Stocks climbed Tuesday, putting the Dow on track for its seventh-consecutive gain, after investors shrugged off China's interest rate hike for the second time in just over a month and a handful of disappointing earnings reports.
The Dow Jones Industrial Average was up almost 70 points, led by McDonald's and General Electric .
Intel , ExxonMobil and Cisco were among the blue-chip laggards.
The S&P 500 and the Nasdaq rose. The CBOE Volatility Index, widely considered the best gauge of fear in the market, fell near 16.
A burst of merger activityand upbeat corporate profit outlooks had boosted investor confidence in the previous session with the Dow and S&P 500 hitting fresh 2-1/2 year highs.
Among the key S&P 500 sectors, consumer discretionary and financials advanced, while energy and utilities slid.
Some market experts warned that a correction is on the horizon.
"We're due for some kind of pause to refresh—it's been that case since December," Paul Schatz of Heritage Capital told CNBC. "At some point this quarter, we'll get a 4 to 8 percent cleanseand that will set the stage for a very powerful rally in the late spring."
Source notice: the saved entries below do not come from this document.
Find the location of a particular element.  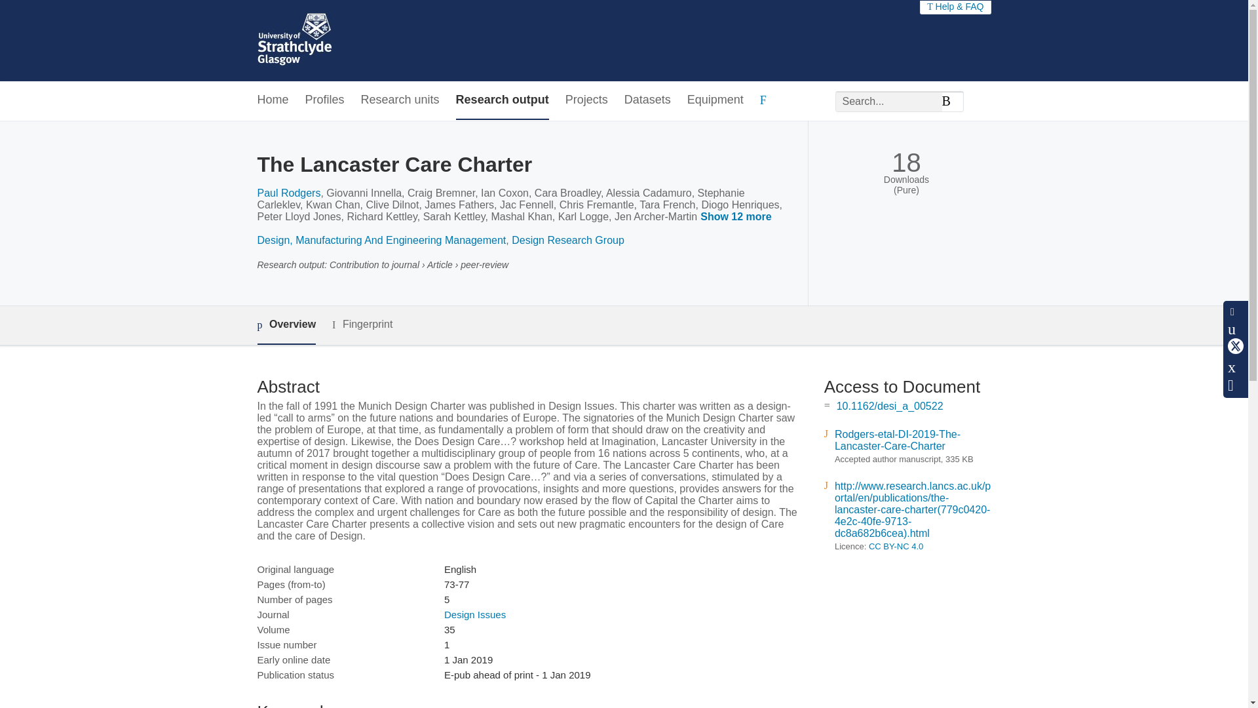

Design Research Group is located at coordinates (567, 240).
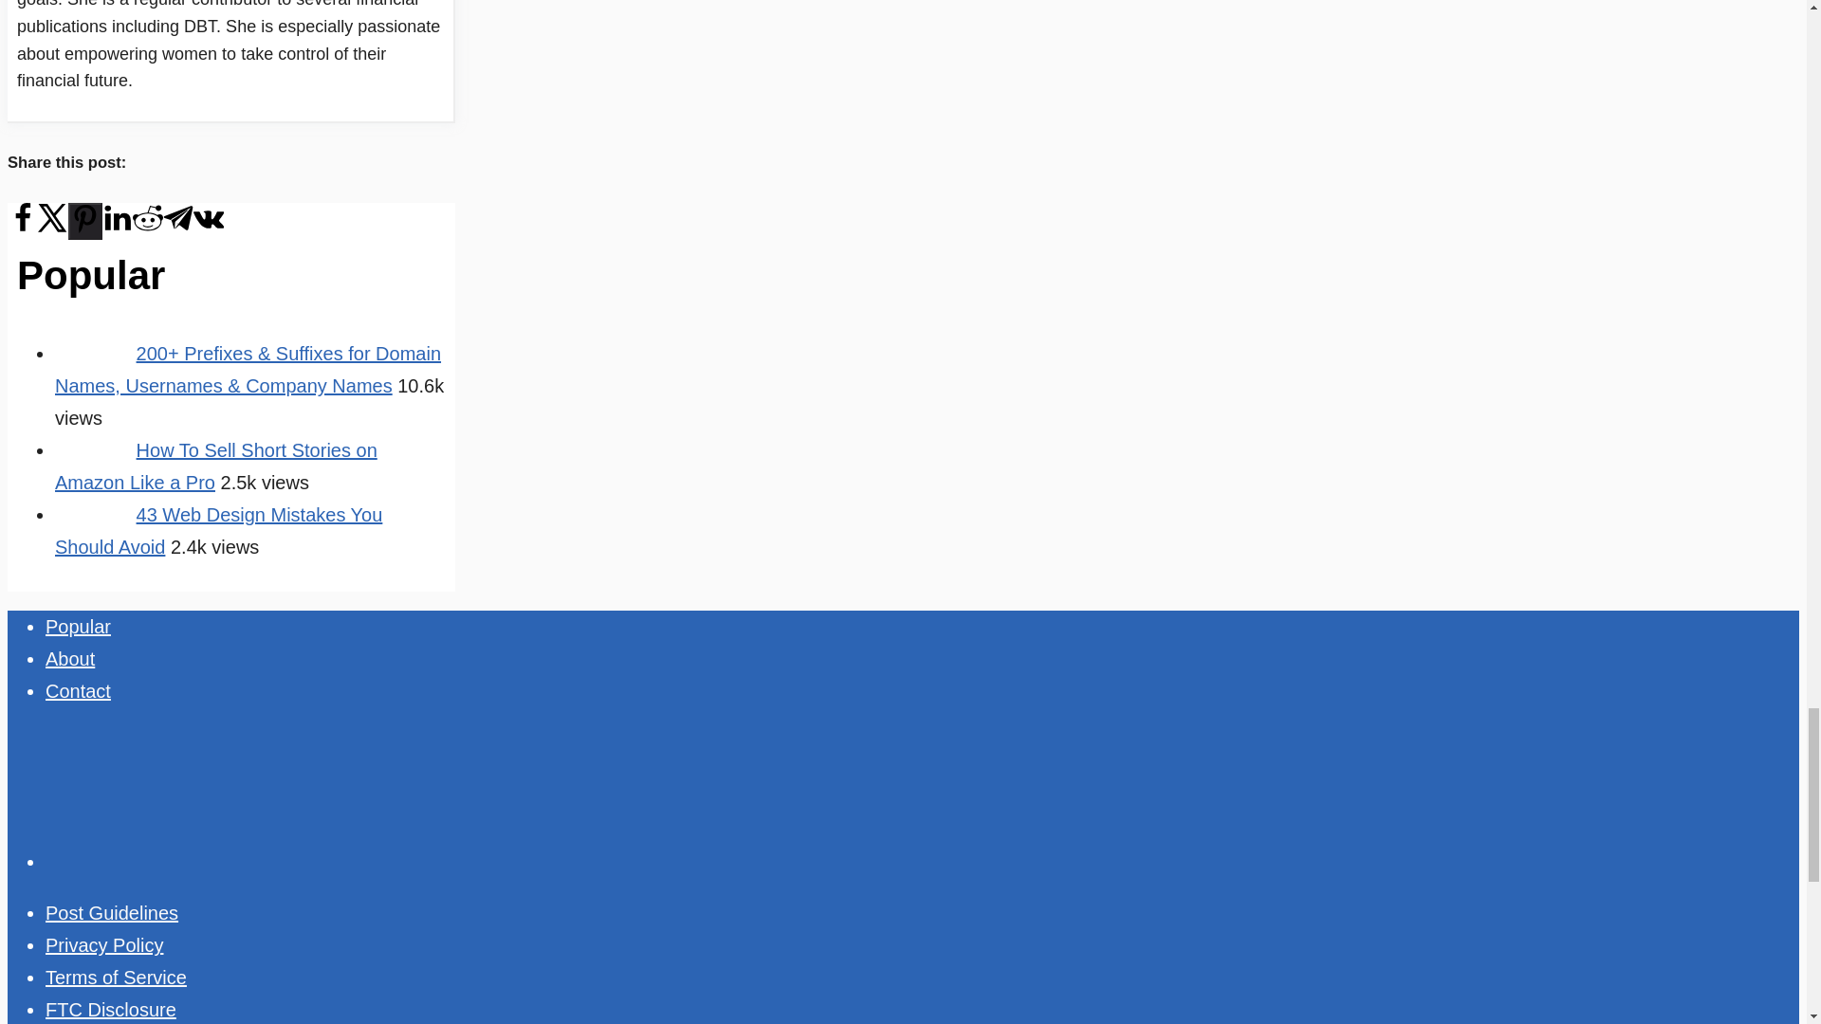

Schatz added that investors should look at the laggard stocks to rally in the short-term.
The Federal Reserve should seriously consider pulling back on its $600 billion stimulus program given stronger growth and a brighter jobs picture, said Richmond Fed President Jeffrey Lacker at a business gathering at the University of Delaware.
Despite a report last week showing only 36,000 jobs were created in January, Lacker said other measures were pointing to a firmer economic recovery and better employment prospects.
"An array of forward-looking indicators of employment trends point to continued labor market improvement," said Lacker.
Meanwhile, Dallas Fed President Richard Fisher, last year a vocal critic of the Fed's $600 billion bond-buying program, said on Tuesday he would oppose further Fed easing and would move aggressively to trim the central bank's bond holdings should inflation emerge.
And Atlanta Fed President Dennis Lockhart said inflation is still below the central bank's comfort levels and price rises for individual goods or services does not signal broader price pressures are around the corner. Lockhart said the central bank cannot address rises in the cost of living, but needs to ensure prices overall remain stable.
"For the moment, inflation, properly defined, is tame, in my view. And the rise of individual prices does not signal incipient inflation,'' Lockhart told the Calhoun County Chamber of Commerce.